The 2025 budget demands a lot from the traffic light coalition. The FDP with Finance Minister Lindner wants savings in pension policy, for example – protests come primarily from the Chancellor’s SPD party.
Politicians from the SPD and the Greens have expressed their opposition to their liberal coalition partner’s five-point plan with plans for the federal budget and pensions.
The attacks on pensions by the FDP and the Union have “become a tiring ritual,” said SPD General Secretary Kevin Kühnert to the “Tagesspiegel”. Abolishing the current pension law rules “would mean a pension cut for millions of employees,” he said. Federal Chancellor Olaf Scholz (SPD) and SPD party leader Saskia Esken had previously rejected cuts for pensioners.
FDP against “pension at 63”
With the five-point paper that the FDP presidium now wants to adopt, the Liberals are calling for a “generationally fair budget policy”. This must comply with the debt limit of the Basic Law and must not overburden young people when financing pensions, it says. From the Liberals’ point of view, reforms of the social systems and the abolition of the “pension at 63” are needed – this is about the pension without deductions after a particularly long insurance period.
The first parliamentary managing director of the SPD parliamentary group, Katja Mast, does not want to change the pension without deductions after 45 years of insurance. “I don’t see any scope at all at this point,” Mast said on Deutschlandfunk in view of the controversy with the FDP. This is mostly about people who started working life at the age of 16 or 17. “They deserve our respect,” emphasized Mast. That’s why the so-called “pension at 63” will be retained.
“Pension at 63” was the name given to the pension without deductions after 45 years of insurance, since initially people born before 1953 were able to retire at the age of 63 without deductions. The age limit for this is now 64 years and 4 months for those born in 1960. For younger people, the entry age will increase to 65 by 2029.
Those who retire today at 64 have often not worked for 45, but for 48 or 49 years, said SPD General Secretary Kevin Kühnert in the ZDF “Morgenmagazin”. “If you imagine that, as a craftsman as a carer or something else – that’s over, as Wolfgang Schäuble once said. They simply can’t do it anymore.” “Anyone who demands that this regulation be abolished is not creating an incentive to work more, but rather is reducing these people’s pensions,” said Kühnert.
Green politician questions debt brake
Green parliamentary group vice-president Konstantin von Notz criticized the FDP’s demand for compliance with the 2025 debt brake in the “Tagesspiegel”. “In times when our freedom is under as much pressure as it is currently from an aggressive Russia and extremists of all stripes, we have to rely on certainties Putting the debt brake to the test in its current form,” he said. With regard to necessary investments in the Bundeswehr, police and cybersecurity, he said that it was “about very fundamental questions for our community” and not about investments that it would be nice to be able to make.
The budget for 2025 should be ready by July
The coalition dispute over the federal budget for 2025 continues. It is known that several ministries do not want to comply with the strict savings requirements of Finance Minister Christian Lindner (FDP) and have reported additional requirements.
Scholz hopes for an agreement by July, i.e. before the parliamentary summer break. He made this clear on Saturday evening at a panel discussion organized by the Editorial Network Germany (RND) in Potsdam. There he also spoke out against cuts for pensioners. “It shouldn’t be at their expense,” said Scholz. He also emphasized: “It is very clear to me that one thing is important for our country, namely that we do not question social cohesion.”
Development Minister Schulze warns against savings
Meanwhile, Development Minister Svenja Schulze (SPD) once again warned against excessive savings in her house’s budget. There have already been significant cuts in the development sector, she said in the ARD “Report from Berlin”. “For the security that we need in Germany, we need military security, we need diplomacy, but we also need development cooperation,” she said. “We cannot withdraw from this responsibility if security in Germany is important to us. And that is important to us, and that is why development policy is a central part of it.”
FDP vice-president Wolfgang Kubicki, for example, called for cuts here. “I would make massive savings in the development aid budget. Because the first thing is to restore German competitiveness, only then can we help other countries,” he told “Welt am Sonntag”. Minister Schulze’s house has registered almost 12.2 billion euros. According to current financial planning, the budget should fall to around 10.3 billion euros.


- _Action item_
Copy all lines holding the word "Number" from the entries.

- _Data for review_
━━━━

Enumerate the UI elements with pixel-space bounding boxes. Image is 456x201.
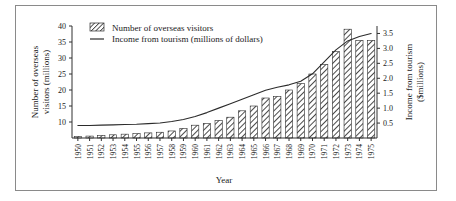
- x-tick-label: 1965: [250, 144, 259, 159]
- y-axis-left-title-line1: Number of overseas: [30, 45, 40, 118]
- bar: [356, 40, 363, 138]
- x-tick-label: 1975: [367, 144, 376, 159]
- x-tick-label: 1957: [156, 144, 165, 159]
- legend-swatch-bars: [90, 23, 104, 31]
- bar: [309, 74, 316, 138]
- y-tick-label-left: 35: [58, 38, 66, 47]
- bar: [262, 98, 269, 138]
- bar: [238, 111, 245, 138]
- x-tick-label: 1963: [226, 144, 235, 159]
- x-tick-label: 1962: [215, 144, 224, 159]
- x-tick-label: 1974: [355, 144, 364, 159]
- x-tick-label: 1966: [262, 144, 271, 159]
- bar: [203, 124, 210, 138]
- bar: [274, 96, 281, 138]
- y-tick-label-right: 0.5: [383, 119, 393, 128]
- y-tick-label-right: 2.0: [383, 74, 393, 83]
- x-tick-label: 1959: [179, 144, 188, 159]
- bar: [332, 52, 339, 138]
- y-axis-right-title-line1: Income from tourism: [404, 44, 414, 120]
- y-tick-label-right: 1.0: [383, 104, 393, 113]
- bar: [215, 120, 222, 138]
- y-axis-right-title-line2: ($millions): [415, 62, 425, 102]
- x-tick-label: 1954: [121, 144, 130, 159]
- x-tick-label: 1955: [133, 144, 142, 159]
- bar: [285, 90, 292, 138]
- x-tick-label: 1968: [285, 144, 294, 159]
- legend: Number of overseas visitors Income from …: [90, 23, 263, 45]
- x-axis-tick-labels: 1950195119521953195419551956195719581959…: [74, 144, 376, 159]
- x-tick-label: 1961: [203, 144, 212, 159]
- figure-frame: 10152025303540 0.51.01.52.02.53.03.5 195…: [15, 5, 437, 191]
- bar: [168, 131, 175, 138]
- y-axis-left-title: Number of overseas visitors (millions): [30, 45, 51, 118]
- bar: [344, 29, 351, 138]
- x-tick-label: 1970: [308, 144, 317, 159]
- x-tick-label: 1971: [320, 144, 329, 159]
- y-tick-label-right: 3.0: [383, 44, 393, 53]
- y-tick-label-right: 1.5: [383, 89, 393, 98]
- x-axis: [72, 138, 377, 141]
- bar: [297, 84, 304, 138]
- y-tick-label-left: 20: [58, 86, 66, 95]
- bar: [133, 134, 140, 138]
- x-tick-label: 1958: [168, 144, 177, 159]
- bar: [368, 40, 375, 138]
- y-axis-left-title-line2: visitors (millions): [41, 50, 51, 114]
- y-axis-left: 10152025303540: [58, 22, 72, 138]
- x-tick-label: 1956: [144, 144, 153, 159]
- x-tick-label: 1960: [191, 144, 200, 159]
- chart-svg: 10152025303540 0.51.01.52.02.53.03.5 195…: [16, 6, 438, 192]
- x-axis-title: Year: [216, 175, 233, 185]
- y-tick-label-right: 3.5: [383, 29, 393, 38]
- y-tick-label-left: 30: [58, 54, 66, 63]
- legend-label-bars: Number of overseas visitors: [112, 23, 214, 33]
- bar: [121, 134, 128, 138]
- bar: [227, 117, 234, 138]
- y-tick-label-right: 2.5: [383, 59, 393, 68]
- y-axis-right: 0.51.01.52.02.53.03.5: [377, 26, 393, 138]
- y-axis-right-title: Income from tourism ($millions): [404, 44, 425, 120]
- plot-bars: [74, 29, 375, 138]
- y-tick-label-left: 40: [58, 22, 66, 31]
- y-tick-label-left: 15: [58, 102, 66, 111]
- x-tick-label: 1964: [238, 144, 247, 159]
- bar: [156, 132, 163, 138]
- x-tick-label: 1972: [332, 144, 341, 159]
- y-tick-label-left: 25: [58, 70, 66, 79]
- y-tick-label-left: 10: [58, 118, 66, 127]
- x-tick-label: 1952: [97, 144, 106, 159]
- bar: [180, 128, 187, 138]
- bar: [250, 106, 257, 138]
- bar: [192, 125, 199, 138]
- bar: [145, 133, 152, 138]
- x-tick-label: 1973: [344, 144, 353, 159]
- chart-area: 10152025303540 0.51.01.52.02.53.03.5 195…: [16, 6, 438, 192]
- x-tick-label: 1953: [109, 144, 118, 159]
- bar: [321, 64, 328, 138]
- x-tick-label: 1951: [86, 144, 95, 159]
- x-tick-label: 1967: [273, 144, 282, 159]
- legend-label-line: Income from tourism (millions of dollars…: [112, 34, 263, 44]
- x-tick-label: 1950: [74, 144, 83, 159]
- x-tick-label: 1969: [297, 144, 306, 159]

━━━━

- _Answer to the problem_
- y-axis-left-title-line1: Number of overseas: [30, 45, 40, 118]
- legend: Number of overseas visitors Income from …: [90, 23, 263, 45]
- y-axis-left-title: Number of overseas visitors (millions): [30, 45, 51, 118]
- legend-label-bars: Number of overseas visitors: [112, 23, 214, 33]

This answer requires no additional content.